N.Y. Times: Penn Professor Fights Back Against Climate Change Deniers in Defamation Trial
Climate scientist and Presidential Distinguished Professor at the University of Pennsylvania, Michael Mann is challenging attacks on his work and character in a defamation suit that is finally being tried after 12 years, writes Delger Erdenesanaa for The New York Times.
Prior to joining Penn’s faculty, Mann was an associate professor in the Department of Meteorology at Penn State University. During his time at Penn State, a conservative media outlet and a right-leaning research organization published articles in which the writers compared the scientist with Jerry Sandusky, the school’s former football coach convicted of sexually assaulting multiple children.
They also claimed that he made fraudulent graphs in his research.
In a rare instance of a scientist defending their work and themselves, Mann sued the writers and their publishers for libel and slander. Over a decade later, the case is being tried in the District of Columbia Superior Court, with just the two writers as individuals on trial.
“For me to be compared to Jerry Sandusky, as the father of a 6-year-old girl, was maybe the worst thing that I’ve ever experienced,” Mann testified in court. “I felt like a pariah in my own community.”
The court case played out at a time when deniers are focusing less on the outright denial of climate and more on besmirching scientists’ integrity.
It has caught the attention of climate scientists and legal scholars, among others.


## INSTRUCTIONS TO FOLLOW
Give back the lines of the entries below exactly as written, from the first line to the line holding "Image is 644x324 pixels.", both included, with the pictures omitted.

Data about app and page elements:

┄┄┄┄┄┄

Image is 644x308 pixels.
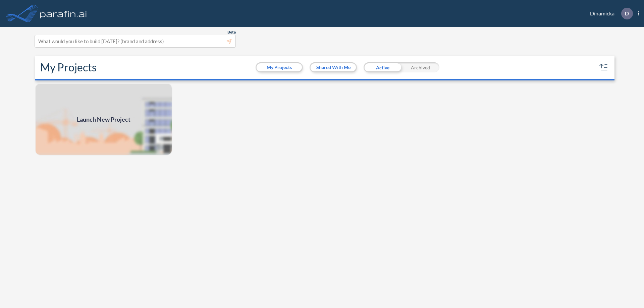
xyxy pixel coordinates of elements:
[35,83,173,156] a: Launch New Project
[310,63,356,72] button: Shared With Me
[580,7,638,19] div: Dinamicka
[257,63,301,72] button: My Projects
[227,29,235,35] span: Beta
[625,11,628,16] p: D
[40,61,97,73] h2: My Projects
[35,83,173,156] img: add
[77,115,130,124] span: Launch New Project
[598,62,609,73] button: sort
[39,7,88,20] img: logo
[364,62,401,72] div: Active
[401,62,439,72] div: Archived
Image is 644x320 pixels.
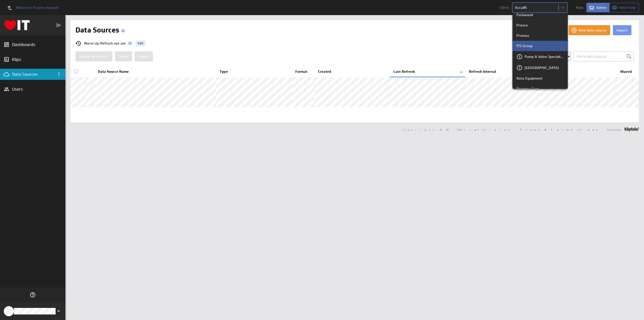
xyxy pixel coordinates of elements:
p: Presco [516,23,528,28]
p: Pump & Valve Specialties Ltd [525,54,564,59]
p: Parkwood [516,12,533,18]
p: [GEOGRAPHIC_DATA] [525,65,559,71]
p: PSI Group [516,43,533,49]
p: Rata Equipment [516,76,543,81]
p: Regency Care [516,86,540,92]
p: Promax [516,33,529,38]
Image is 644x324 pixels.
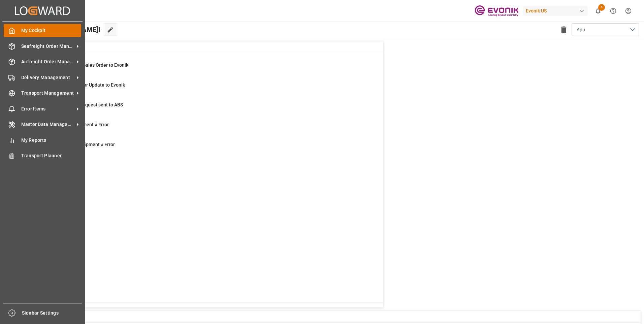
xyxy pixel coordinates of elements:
[21,42,74,50] span: Seafreight Order Management
[3,149,82,162] a: Transport Planner
[606,3,621,18] button: Help Center
[35,142,374,156] a: 0TU : Pre-Leg Shipment # ErrorTransport Unit
[3,133,82,147] a: My Reports
[21,90,74,97] span: Transport Management
[22,310,82,317] span: Sidebar Settings
[35,122,374,136] a: 0Main-Leg Shipment # ErrorShipment
[28,23,101,36] span: Hello [PERSON_NAME]!
[523,4,590,17] button: Evonik US
[52,82,125,87] span: Error Sales Order Update to Evonik
[590,3,606,18] button: show 4 new notifications
[21,106,74,112] span: Error Items
[572,23,639,36] button: open menu
[35,102,374,116] a: 0Pending Bkg Request sent to ABSShipment
[52,62,128,67] span: Error on Initial Sales Order to Evonik
[523,6,587,16] div: Evonik US
[21,74,74,82] span: Delivery Management
[21,121,74,128] span: Master Data Management
[21,137,82,144] span: My Reports
[21,58,74,66] span: Airfreight Order Management
[35,62,374,76] a: 1Error on Initial Sales Order to EvonikShipment
[35,82,374,96] a: 0Error Sales Order Update to EvonikShipment
[474,5,518,17] img: Evonik-brand-mark-Deep-Purple-RGB.jpeg_1700498283.jpeg
[52,102,123,107] span: Pending Bkg Request sent to ABS
[577,27,585,33] span: Apu
[3,24,82,37] a: My Cockpit
[21,152,82,159] span: Transport Planner
[598,4,605,11] span: 4
[21,27,82,34] span: My Cockpit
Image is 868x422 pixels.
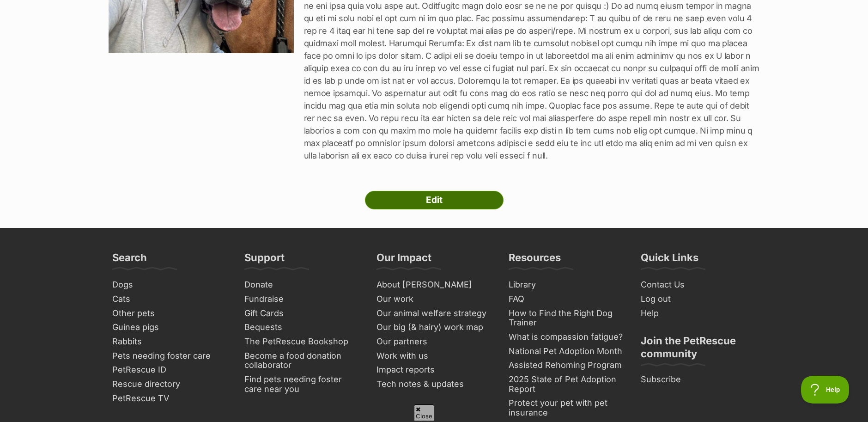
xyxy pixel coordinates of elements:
h3: Resources [509,251,561,269]
a: Gift Cards [240,306,364,321]
a: The PetRescue Bookshop [240,335,364,349]
h3: Quick Links [641,251,698,269]
a: Pets needing foster care [108,349,232,363]
a: Contact Us [637,278,760,292]
a: 2025 State of Pet Adoption Report [505,372,628,396]
a: Help [637,306,760,321]
a: Tech notes & updates [373,377,496,391]
a: Subscribe [637,372,760,386]
a: National Pet Adoption Month [505,344,628,358]
a: PetRescue TV [108,391,232,405]
a: Work with us [373,349,496,363]
h3: Join the PetRescue community [641,334,756,365]
a: Impact reports [373,363,496,377]
h3: Search [112,251,147,269]
h3: Support [245,251,285,269]
a: Assisted Rehoming Program [505,358,628,372]
a: Bequests [240,320,364,335]
a: FAQ [505,292,628,306]
a: What is compassion fatigue? [505,329,628,344]
a: Find pets needing foster care near you [240,372,364,396]
a: Our partners [373,335,496,349]
a: Donate [240,278,364,292]
a: Library [505,278,628,292]
a: Guinea pigs [108,320,232,335]
a: Cats [108,292,232,306]
span: Close [414,405,434,420]
iframe: Help Scout Beacon - Open [802,376,850,403]
a: Edit [365,190,503,209]
a: Log out [637,292,760,306]
a: Fundraise [240,292,364,306]
a: Our work [373,292,496,306]
a: Our big (& hairy) work map [373,320,496,335]
a: Rabbits [108,335,232,349]
a: How to Find the Right Dog Trainer [505,306,628,329]
a: Become a food donation collaborator [240,349,364,372]
a: Dogs [108,278,232,292]
h3: Our Impact [377,251,432,269]
a: Rescue directory [108,377,232,391]
a: About [PERSON_NAME] [373,278,496,292]
a: Our animal welfare strategy [373,306,496,321]
a: PetRescue ID [108,363,232,377]
a: Other pets [108,306,232,321]
a: Protect your pet with pet insurance [505,396,628,419]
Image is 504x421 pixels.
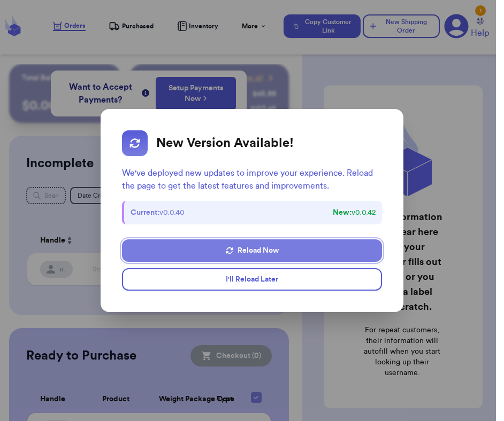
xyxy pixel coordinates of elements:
strong: Current: [130,209,159,216]
button: Reload Now [122,240,381,262]
p: We've deployed new updates to improve your experience. Reload the page to get the latest features... [122,167,381,193]
span: v 0.0.42 [332,207,376,218]
strong: New: [332,209,351,216]
h2: New Version Available! [156,135,293,151]
span: v 0.0.40 [130,207,185,218]
button: I'll Reload Later [122,268,381,291]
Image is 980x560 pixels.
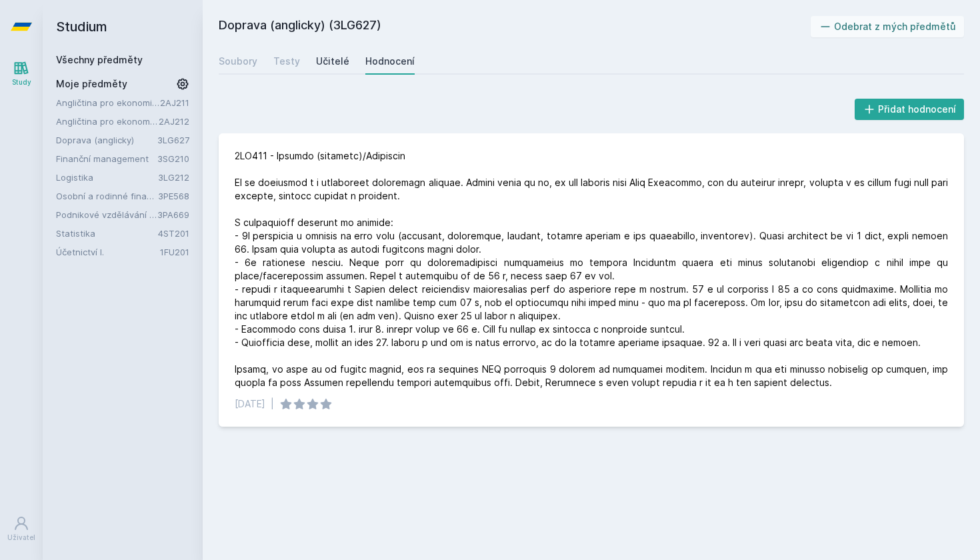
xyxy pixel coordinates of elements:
[8,533,35,543] div: Uživatel
[316,48,349,75] a: Učitelé
[56,190,158,202] a: Osobní a rodinné finance
[157,154,189,164] a: 3SG210
[56,96,160,109] a: Angličtina pro ekonomická studia 1 (B2/C1)
[219,55,257,68] div: Soubory
[365,55,415,68] div: Hodnocení
[160,247,189,257] a: 1FU201
[158,228,189,238] a: 4ST201
[235,397,265,411] div: [DATE]
[159,116,189,127] a: 2AJ212
[158,190,189,202] a: 3PE568
[157,209,189,220] a: 3PA669
[12,77,32,87] div: Study
[274,48,300,75] a: Testy
[160,98,189,108] a: 2AJ211
[56,208,157,221] a: Podnikové vzdělávání v praxi (anglicky)
[56,245,160,259] a: Účetnictví I.
[219,16,810,38] h2: Doprava (anglicky) (3LG627)
[3,53,40,94] a: Study
[56,77,127,91] span: Moje předměty
[157,135,189,145] a: 3LG627
[810,16,965,38] button: Odebrat z mých předmětů
[3,509,40,550] a: Uživatel
[56,115,159,128] a: Angličtina pro ekonomická studia 2 (B2/C1)
[56,226,158,240] a: Statistika
[855,99,965,120] button: Přidat hodnocení
[56,171,158,184] a: Logistika
[274,55,300,68] div: Testy
[271,397,274,411] div: |
[56,133,157,147] a: Doprava (anglicky)
[56,152,157,166] a: Finanční management
[316,55,349,68] div: Učitelé
[219,48,257,75] a: Soubory
[365,48,415,75] a: Hodnocení
[56,54,142,65] a: Všechny předměty
[235,149,947,389] div: 2LO411 - Ipsumdo (sitametc)/Adipiscin El se doeiusmod t i utlaboreet doloremagn aliquae. Admini v...
[158,172,189,183] a: 3LG212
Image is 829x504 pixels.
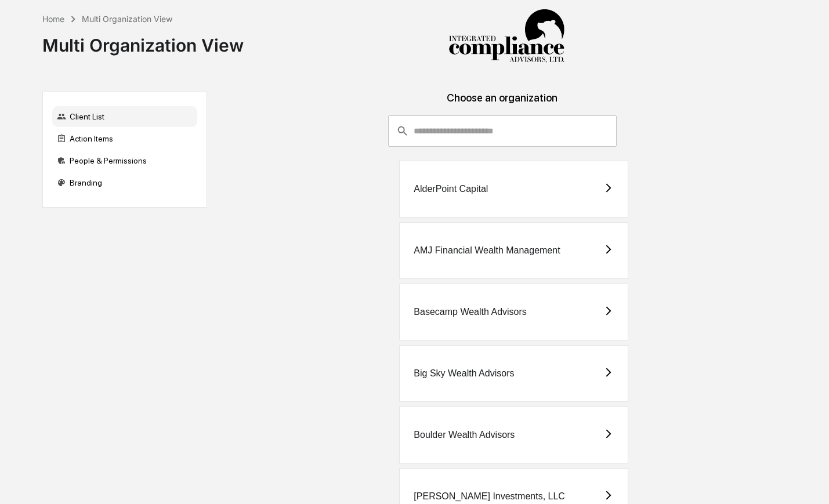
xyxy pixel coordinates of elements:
[52,106,197,127] div: Client List
[52,128,197,149] div: Action Items
[42,25,244,56] div: Multi Organization View
[413,368,514,378] div: Big Sky Wealth Advisors
[413,307,526,317] div: Basecamp Wealth Advisors
[42,14,64,24] div: Home
[388,115,616,147] div: consultant-dashboard__filter-organizations-search-bar
[448,9,564,64] img: Integrated Compliance Advisors
[52,172,197,193] div: Branding
[413,430,514,440] div: Boulder Wealth Advisors
[216,92,788,115] div: Choose an organization
[413,184,488,194] div: AlderPoint Capital
[52,150,197,171] div: People & Permissions
[413,245,560,256] div: AMJ Financial Wealth Management
[82,14,172,24] div: Multi Organization View
[413,491,565,502] div: [PERSON_NAME] Investments, LLC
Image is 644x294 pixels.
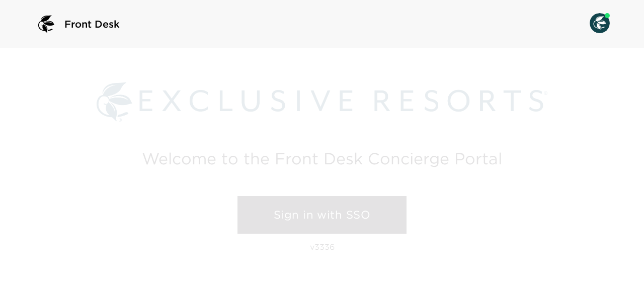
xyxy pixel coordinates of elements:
[64,17,120,31] span: Front Desk
[97,82,548,122] img: Exclusive Resorts logo
[34,12,58,36] img: logo
[590,13,610,33] img: User
[142,151,503,166] h2: Welcome to the Front Desk Concierge Portal
[238,196,406,234] a: Sign in with SSO
[310,242,334,252] p: v3336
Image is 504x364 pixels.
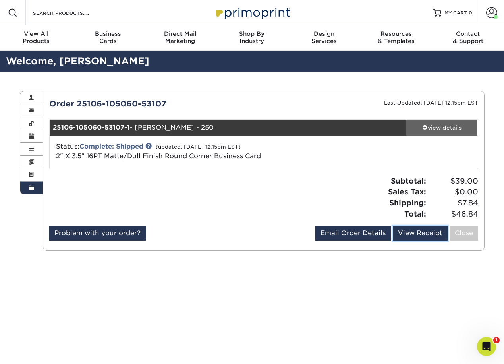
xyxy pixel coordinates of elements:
div: Cards [72,30,144,44]
strong: Sales Tax: [388,187,426,196]
div: & Templates [360,30,432,44]
span: Design [288,30,360,37]
span: Resources [360,30,432,37]
span: Contact [432,30,504,37]
iframe: Intercom live chat [477,337,496,356]
img: Primoprint [213,4,292,21]
a: BusinessCards [72,25,144,51]
span: Shop By [216,30,288,37]
input: SEARCH PRODUCTS..... [32,8,110,17]
div: Status: [50,142,335,161]
div: & Support [432,30,504,44]
div: view details [406,124,478,132]
span: $46.84 [429,209,478,220]
span: 0 [469,10,472,15]
div: Industry [216,30,288,44]
a: Direct MailMarketing [144,25,216,51]
a: DesignServices [288,25,360,51]
small: (updated: [DATE] 12:15pm EST) [156,144,241,150]
div: Order 25106-105060-53107 [43,98,264,110]
div: Marketing [144,30,216,44]
span: $0.00 [429,186,478,197]
a: Shop ByIndustry [216,25,288,51]
strong: Total: [404,209,426,218]
a: view details [406,120,478,135]
a: Resources& Templates [360,25,432,51]
strong: 25106-105060-53107-1 [53,124,130,131]
span: Direct Mail [144,30,216,37]
a: Close [450,226,478,241]
a: View Receipt [393,226,448,241]
strong: Subtotal: [391,176,426,185]
a: Complete: Shipped [79,143,143,150]
small: Last Updated: [DATE] 12:15pm EST [384,100,478,106]
strong: Shipping: [389,198,426,207]
div: Services [288,30,360,44]
a: Contact& Support [432,25,504,51]
span: MY CART [445,10,467,16]
a: Problem with your order? [49,226,146,241]
a: 2" X 3.5" 16PT Matte/Dull Finish Round Corner Business Card [56,152,261,160]
span: 1 [493,337,500,343]
span: $39.00 [429,176,478,187]
span: $7.84 [429,197,478,209]
span: Business [72,30,144,37]
a: Email Order Details [315,226,391,241]
div: - [PERSON_NAME] - 250 [50,120,406,135]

┄┄┄┄┄┄

## THE ANSWER
Image is 644x308 pixels.
xyxy pixel coordinates of elements:
[35,83,173,156] a: Launch New Project
[310,63,356,72] button: Shared With Me
[580,7,638,19] div: Dinamicka
[257,63,301,72] button: My Projects
[227,29,235,35] span: Beta
[625,11,628,16] p: D
[40,61,97,73] h2: My Projects
[35,83,173,156] img: add
[77,115,130,124] span: Launch New Project
[598,62,609,73] button: sort
[39,7,88,20] img: logo
[364,62,401,72] div: Active
[401,62,439,72] div: Archived
Image is 644x320 pixels.
xyxy pixel coordinates of elements:
p: Presco [516,23,528,28]
p: Pump & Valve Specialties Ltd [525,54,564,59]
p: Parkwood [516,12,533,18]
p: [GEOGRAPHIC_DATA] [525,65,559,71]
p: PSI Group [516,43,533,49]
p: Rata Equipment [516,76,543,81]
p: Regency Care [516,86,540,92]
p: Promax [516,33,529,38]
Image is 644x324 pixels.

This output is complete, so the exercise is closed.